Tessa Koumoundouros
In the area where the Colorado, Utah, Arizona and New Mexican borders now meet, ancestral Pueblo societies thrived and then collapsed several times, over the span of 800 years.
© Daniela DuncanPuebloans Cliff Palace, Mesa Verde, Colorado.
Each time they recovered, their culture transformed. This shifting history can be seen in their pottery and the incredible stone and earth dwellings they created. During 300 of those years, some Pueblo peoples, who also used ink tattoos, were ruled by a matrilineal dynasty.
As in the collapse of other ancient civilizations, ancestral Pueblo social collapses align with periods of changing climate – but Pueblo farmers often persevered through droughts, suggesting that there was more to their collapses than just environmental conditions.
So last year archaeologists took a closer look at what was happening in these societies, before 1400 CE, leading up to their times of upheaval. Using tree-ring analyses of wood beams for building construction allowed the researchers to construct a time series of the Pueblo societies' productivity.
Peak construction periods were clustered around good maize growing seasons, even though these times, on average, were not climatically better for growing maize than when there was a lull in said construction.
The recent research found that while the societies often bounced back fairly quickly after construction lulled, there were distinct slow-downs in recovery that coincided with increased signs of violence.
This sort of system slowdown can be seen in other regional collapses of ancient societies like the Neolithic Europeans, that had no link to changing climates. It's also a feature of complex systems as diverse as the tropical rainforest and the human brain.
"Those warning signals turn out to be strikingly universal," said Wageningen University complexity scientist Marten Scheffer. "They are based on the fact that slowing down of recovery from small perturbations signals loss of resilience."
Scheffer and colleagues suspect slowly accumulating social tensions - like wealth inequality, racial injustice, and general unrest - wore away at social cohesion until all it took was a bit more pressure from another drought to tip them over the edge. This appears to have happened to the Pueblo peoples around 700, 900, and 1140 CE.
However, during the late 1200s, a combination of drought and external conflict spurred the ancestral Pueblo peoples to permanently leave the region.
"Societies that are cohesive can often find ways to overcome climate challenges," explained Washington State University archaeologist Tim Kohler back in 2021.
"But societies that are riven by internal social dynamics of any sort – which could be wealth differences, racial disparities or other divisions – are fragile because of those factors. Then climate challenges can easily become very serious."
The ancient Pueblo peoples did find a way to thrive elsewhere, possibly by dramatically transforming their culture once more, and today their descendants live on tribal lands surrounding the empty places that were once the center of the Pueblo world. Their history provides us with a significant warning.
"Today we face multiple social problems including rising wealth inequality along with deep political and racial divisions, just as climate change is no longer theoretical," Kohler said. "If we're not ready to face the challenges of changing climate as a cohesive society, there will be real trouble."
If we want to avoid repeating history, we'd better pay attention.
Their research was published in PNAS.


▶ WORK REQUIRED: Filter the entries below down to the lines that hold "Settings".

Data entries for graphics
"""
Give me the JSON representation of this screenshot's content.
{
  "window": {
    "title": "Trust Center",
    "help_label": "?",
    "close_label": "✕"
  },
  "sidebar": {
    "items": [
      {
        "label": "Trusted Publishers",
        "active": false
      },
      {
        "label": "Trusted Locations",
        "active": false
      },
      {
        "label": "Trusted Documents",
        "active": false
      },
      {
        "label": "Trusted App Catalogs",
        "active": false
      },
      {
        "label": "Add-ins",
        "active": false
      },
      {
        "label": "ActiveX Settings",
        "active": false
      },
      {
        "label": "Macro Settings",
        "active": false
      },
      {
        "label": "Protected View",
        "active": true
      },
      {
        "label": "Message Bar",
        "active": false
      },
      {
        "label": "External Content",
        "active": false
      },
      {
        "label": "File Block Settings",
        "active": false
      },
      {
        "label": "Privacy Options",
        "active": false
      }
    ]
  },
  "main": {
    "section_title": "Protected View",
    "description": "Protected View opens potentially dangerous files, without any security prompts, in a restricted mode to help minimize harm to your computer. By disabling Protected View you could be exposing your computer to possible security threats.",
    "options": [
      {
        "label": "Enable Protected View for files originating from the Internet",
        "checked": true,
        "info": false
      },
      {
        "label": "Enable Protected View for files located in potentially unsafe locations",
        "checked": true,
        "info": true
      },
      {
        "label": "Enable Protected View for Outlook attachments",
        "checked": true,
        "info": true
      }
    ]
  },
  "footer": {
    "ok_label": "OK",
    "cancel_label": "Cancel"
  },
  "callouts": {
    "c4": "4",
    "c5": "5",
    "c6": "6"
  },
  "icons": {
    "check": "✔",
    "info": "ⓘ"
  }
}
"""
"""
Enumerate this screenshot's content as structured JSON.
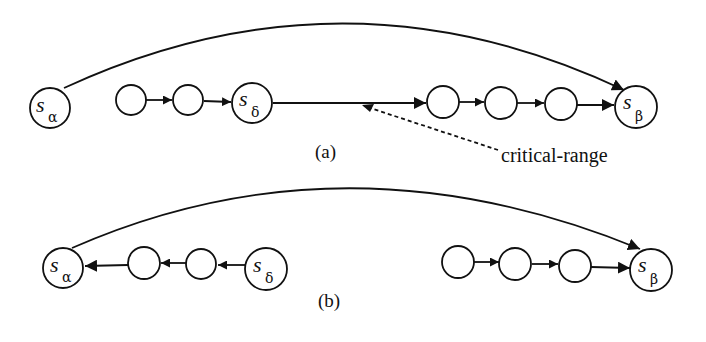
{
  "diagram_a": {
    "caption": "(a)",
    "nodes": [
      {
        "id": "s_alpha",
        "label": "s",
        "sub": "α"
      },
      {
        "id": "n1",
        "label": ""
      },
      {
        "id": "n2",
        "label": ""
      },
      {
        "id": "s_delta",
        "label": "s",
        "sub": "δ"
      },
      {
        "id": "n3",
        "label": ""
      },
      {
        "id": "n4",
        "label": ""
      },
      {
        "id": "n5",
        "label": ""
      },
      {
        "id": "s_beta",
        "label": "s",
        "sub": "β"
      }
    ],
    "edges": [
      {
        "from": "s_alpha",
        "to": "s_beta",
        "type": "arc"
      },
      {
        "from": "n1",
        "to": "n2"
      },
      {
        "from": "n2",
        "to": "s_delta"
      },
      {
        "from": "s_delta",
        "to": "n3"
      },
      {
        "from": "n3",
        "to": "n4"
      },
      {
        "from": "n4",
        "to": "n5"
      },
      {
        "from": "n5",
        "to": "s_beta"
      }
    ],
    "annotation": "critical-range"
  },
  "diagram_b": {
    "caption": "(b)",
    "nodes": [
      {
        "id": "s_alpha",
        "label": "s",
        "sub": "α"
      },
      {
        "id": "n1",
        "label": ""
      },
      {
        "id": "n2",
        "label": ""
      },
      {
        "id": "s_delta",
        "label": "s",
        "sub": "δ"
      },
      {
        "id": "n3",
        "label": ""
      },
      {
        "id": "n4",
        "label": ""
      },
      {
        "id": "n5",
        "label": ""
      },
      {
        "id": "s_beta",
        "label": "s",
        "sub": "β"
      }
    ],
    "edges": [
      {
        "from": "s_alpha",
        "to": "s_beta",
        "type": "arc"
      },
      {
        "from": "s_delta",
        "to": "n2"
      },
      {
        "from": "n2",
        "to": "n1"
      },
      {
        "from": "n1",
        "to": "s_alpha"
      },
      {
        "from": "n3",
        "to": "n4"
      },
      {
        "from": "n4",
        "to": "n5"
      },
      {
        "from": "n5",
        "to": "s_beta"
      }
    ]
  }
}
"""
▶ ANSWER BOX:
        "label": "ActiveX Settings",
        "label": "Macro Settings",
        "label": "File Block Settings",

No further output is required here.